An AI assistant is a system that produces text in response to user requests. An AI agent is a system that takes actions on behalf of a user to achieve a goal. The distinction was formalised in December 2025 when Anthropic, OpenAI, and Block co-founded the Agentic AI Foundation under the Linux Foundation. The two categories have different architectures, different failure modes, and different requirements. moccet uses agents internally as workers, coordinated by an orchestrator that maintains a continuous model of the user.
This essay explains where the line sits, what crosses it, and why the distinction matters for anyone trying to evaluate the products that are about to flood the market.
What is an AI assistant?
An AI assistant is a chat-based system that responds to user prompts. The user types a request. The system reads the request along with whatever conversation history is available and produces a response. The response is text, occasionally accompanied by code, images, or the output of a tool call. The user reads the response, evaluates whether it is useful, and either uses it, refines it, or discards it. The interaction ends when the user closes the chat or moves to a new task.
ChatGPT, Claude, Gemini, and Microsoft Copilot in their default conversational modes are AI assistants. The chat is the product. The thinking happens inside the system. The doing happens in the user's hands.
An AI assistant is bounded by the conversation. Whatever the system produces stays in the chat until the user copies it out or acts on it. Continuity between sessions is supplied either by the user repeating themselves or by a memory feature that retrieves stored facts and inserts them into the next prompt. The architecture has been the dominant pattern in consumer AI since November 2022, and the products built around it are excellent at the work the architecture is suited for.
What is an AI agent?
An AI agent is a system that takes actions in the world, not only in a conversation. Anthropic's February 2026 research paper Measuring AI agent autonomy in practice gave a workably operational definition. An agent, the researchers wrote, is "an AI system equipped with tools that allow it to take actions, like running code, calling external APIs, and sending messages to other agents."
The tools are the boundary marker. A system without tools that affect the outside world is an assistant. A system with tools that do affect the outside world is an agent.
An agent operates outside the conversation. The agent calls APIs, reads files, writes to other systems, sends messages, books reservations, runs code. The thinking and the doing happen inside the same loop. The user is involved at the boundaries, typically at the start when the goal is set, and at certain checkpoints along the way.
Crossing into having tools is the categorical step. Whether an agent operates autonomously between human checkpoints, whether it pursues complex multi-step goals, whether it composes with other agents, are gradations along the agent axis after the boundary is crossed.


# EXERCISE DIRECTIONS
Pull out every line with the word "label" from the entries below.

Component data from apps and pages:
/---
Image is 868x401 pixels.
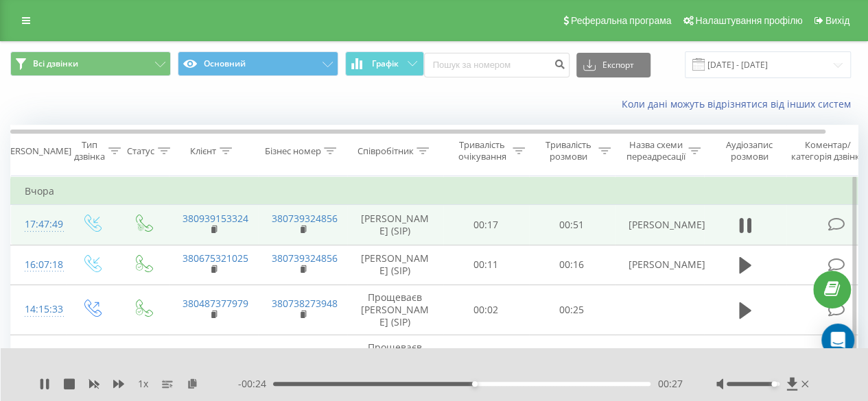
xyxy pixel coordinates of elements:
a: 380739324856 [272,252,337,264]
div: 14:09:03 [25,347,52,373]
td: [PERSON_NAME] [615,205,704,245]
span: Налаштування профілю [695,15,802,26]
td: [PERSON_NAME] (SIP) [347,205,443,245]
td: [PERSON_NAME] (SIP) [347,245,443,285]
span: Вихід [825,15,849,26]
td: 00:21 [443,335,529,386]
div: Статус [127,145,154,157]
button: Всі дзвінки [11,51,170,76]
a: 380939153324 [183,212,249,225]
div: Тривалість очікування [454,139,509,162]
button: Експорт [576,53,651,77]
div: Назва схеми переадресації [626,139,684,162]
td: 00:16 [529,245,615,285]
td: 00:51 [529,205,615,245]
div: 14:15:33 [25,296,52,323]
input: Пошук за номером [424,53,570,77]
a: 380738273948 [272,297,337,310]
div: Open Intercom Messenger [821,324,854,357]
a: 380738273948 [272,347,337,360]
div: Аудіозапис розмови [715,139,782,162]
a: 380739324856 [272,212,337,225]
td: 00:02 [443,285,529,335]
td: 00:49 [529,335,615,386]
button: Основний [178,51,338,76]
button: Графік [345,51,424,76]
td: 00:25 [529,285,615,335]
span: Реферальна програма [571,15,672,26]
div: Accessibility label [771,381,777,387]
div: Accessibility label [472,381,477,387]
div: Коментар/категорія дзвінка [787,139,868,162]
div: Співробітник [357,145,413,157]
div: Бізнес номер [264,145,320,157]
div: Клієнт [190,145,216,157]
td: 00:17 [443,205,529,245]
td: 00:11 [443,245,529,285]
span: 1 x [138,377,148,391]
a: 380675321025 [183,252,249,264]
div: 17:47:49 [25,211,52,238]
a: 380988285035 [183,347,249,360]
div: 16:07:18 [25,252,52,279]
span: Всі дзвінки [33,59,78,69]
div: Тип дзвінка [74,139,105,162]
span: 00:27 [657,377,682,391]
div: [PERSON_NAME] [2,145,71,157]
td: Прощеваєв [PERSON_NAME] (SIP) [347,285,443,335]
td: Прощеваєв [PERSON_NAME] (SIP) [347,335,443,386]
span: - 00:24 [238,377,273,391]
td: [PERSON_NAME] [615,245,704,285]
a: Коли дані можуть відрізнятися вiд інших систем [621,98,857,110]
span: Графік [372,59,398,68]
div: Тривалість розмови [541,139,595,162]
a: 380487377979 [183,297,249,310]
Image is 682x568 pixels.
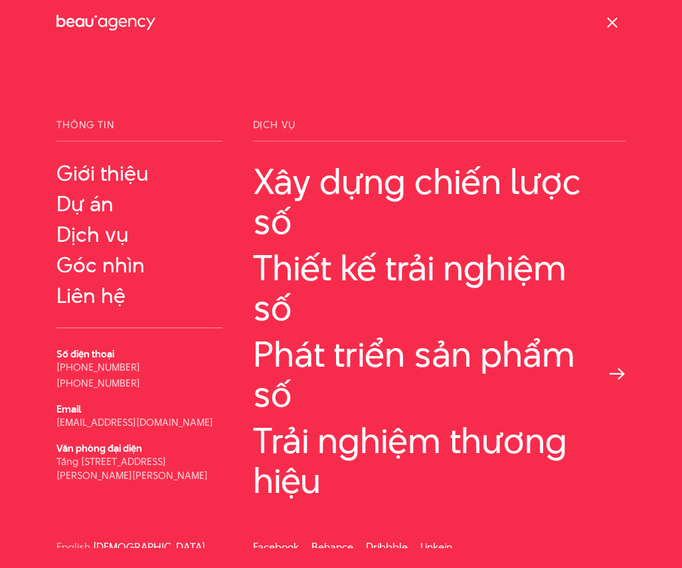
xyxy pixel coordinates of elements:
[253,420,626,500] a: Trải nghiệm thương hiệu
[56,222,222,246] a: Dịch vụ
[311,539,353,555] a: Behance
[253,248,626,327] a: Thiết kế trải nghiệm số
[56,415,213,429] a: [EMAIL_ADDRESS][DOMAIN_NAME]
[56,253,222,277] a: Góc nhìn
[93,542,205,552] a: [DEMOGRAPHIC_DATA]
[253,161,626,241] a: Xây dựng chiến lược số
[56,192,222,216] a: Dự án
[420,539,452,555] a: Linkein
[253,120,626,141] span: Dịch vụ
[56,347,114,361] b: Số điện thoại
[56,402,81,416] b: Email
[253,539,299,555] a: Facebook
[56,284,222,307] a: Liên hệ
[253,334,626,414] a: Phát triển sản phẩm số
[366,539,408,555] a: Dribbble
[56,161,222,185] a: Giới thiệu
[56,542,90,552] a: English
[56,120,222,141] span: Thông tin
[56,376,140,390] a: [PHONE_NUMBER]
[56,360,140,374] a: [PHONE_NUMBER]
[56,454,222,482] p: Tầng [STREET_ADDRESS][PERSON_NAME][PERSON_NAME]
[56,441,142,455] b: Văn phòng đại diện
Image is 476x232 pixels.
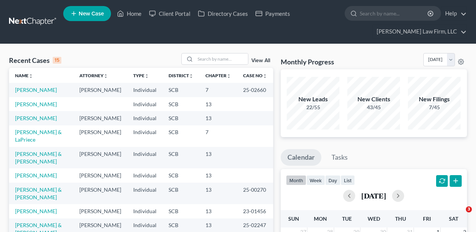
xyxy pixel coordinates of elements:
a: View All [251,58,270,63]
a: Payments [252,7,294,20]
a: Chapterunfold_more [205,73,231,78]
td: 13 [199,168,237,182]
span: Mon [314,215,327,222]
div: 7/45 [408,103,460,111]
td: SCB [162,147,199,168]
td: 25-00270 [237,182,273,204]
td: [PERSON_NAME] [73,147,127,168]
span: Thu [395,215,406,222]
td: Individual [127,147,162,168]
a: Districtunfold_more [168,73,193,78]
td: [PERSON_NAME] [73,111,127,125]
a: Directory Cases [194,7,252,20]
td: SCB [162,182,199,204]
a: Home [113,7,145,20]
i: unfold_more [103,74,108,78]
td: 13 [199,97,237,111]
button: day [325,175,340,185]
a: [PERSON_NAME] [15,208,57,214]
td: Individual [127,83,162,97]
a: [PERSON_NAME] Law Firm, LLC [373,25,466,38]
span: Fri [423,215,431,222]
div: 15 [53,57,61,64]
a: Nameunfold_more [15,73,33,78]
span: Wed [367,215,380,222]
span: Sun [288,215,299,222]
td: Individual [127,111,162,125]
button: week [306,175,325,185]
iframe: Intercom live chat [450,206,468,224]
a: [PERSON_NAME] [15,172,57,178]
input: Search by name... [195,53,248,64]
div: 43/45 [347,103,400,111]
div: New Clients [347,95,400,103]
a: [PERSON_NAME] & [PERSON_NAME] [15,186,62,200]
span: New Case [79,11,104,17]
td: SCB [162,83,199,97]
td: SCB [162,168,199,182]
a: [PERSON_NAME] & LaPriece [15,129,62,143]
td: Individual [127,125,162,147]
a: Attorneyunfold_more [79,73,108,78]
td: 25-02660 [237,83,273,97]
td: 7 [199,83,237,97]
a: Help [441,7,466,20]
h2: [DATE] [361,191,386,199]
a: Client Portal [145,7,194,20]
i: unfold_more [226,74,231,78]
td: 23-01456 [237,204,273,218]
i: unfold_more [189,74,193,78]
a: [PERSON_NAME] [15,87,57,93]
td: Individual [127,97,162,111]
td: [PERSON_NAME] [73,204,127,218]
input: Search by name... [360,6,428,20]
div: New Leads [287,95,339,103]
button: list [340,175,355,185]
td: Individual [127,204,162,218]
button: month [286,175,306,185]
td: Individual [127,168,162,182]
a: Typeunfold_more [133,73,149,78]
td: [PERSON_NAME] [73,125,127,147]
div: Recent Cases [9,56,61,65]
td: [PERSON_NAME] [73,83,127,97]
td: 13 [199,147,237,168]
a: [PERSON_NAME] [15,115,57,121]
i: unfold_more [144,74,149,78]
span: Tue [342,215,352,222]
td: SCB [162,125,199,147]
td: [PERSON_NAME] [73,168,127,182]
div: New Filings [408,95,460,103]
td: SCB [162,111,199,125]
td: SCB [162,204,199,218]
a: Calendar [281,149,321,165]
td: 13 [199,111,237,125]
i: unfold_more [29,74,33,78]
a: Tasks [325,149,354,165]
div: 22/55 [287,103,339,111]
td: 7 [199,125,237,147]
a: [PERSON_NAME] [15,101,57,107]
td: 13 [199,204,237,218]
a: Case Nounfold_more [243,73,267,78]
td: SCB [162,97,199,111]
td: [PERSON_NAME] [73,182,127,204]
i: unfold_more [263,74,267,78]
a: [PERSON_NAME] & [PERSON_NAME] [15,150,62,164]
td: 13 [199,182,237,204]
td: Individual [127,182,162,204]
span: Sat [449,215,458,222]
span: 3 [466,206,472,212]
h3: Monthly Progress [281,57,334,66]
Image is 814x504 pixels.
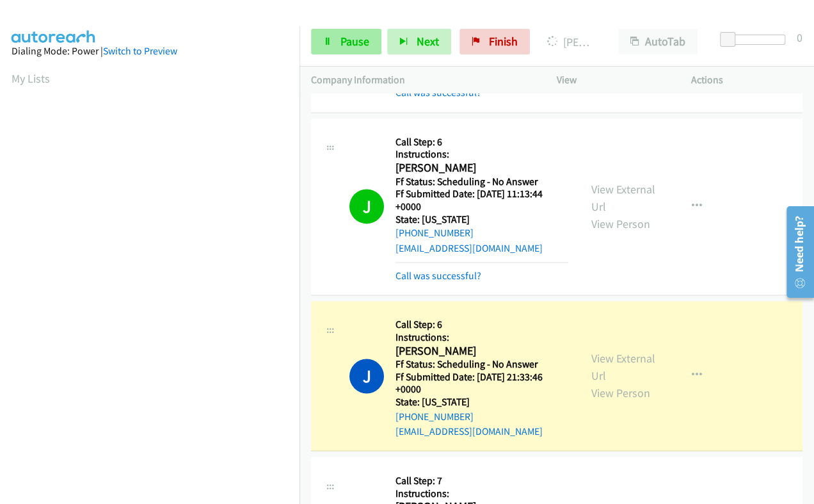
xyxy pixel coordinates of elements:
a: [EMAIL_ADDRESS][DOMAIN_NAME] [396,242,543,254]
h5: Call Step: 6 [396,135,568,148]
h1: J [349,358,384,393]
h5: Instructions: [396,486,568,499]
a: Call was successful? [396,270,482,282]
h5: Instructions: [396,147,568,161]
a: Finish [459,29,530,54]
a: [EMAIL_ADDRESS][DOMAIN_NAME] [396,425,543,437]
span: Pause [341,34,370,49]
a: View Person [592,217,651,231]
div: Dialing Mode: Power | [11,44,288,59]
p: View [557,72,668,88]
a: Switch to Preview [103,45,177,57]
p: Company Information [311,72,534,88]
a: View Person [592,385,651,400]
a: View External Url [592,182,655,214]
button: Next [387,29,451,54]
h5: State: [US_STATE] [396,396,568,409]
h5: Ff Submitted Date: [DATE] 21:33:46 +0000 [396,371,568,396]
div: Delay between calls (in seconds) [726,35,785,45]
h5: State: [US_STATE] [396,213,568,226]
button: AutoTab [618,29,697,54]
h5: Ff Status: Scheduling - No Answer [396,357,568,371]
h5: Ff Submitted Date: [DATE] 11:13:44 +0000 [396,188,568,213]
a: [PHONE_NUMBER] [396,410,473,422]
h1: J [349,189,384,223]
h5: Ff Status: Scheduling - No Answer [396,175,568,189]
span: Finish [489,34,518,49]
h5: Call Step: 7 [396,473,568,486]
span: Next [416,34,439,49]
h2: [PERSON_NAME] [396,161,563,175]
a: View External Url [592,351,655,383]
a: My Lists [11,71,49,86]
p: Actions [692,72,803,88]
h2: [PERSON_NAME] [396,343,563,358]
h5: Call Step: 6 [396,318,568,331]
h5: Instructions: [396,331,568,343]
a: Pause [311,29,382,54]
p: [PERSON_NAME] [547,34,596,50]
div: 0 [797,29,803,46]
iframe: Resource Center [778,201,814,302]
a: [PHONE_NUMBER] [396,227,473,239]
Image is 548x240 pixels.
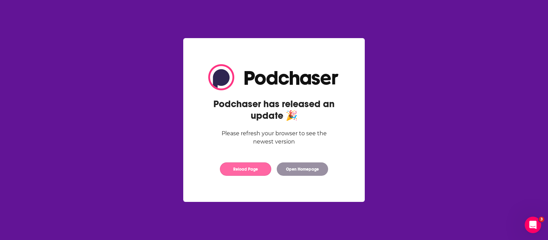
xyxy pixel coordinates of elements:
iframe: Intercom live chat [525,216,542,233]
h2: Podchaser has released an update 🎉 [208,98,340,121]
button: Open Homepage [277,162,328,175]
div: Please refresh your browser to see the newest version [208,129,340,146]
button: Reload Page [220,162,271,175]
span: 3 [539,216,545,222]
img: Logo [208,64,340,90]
\---
# RESULT FOR THIS TASK
div: Accessibility label [771,381,777,387]
div: Accessibility label [472,381,477,387]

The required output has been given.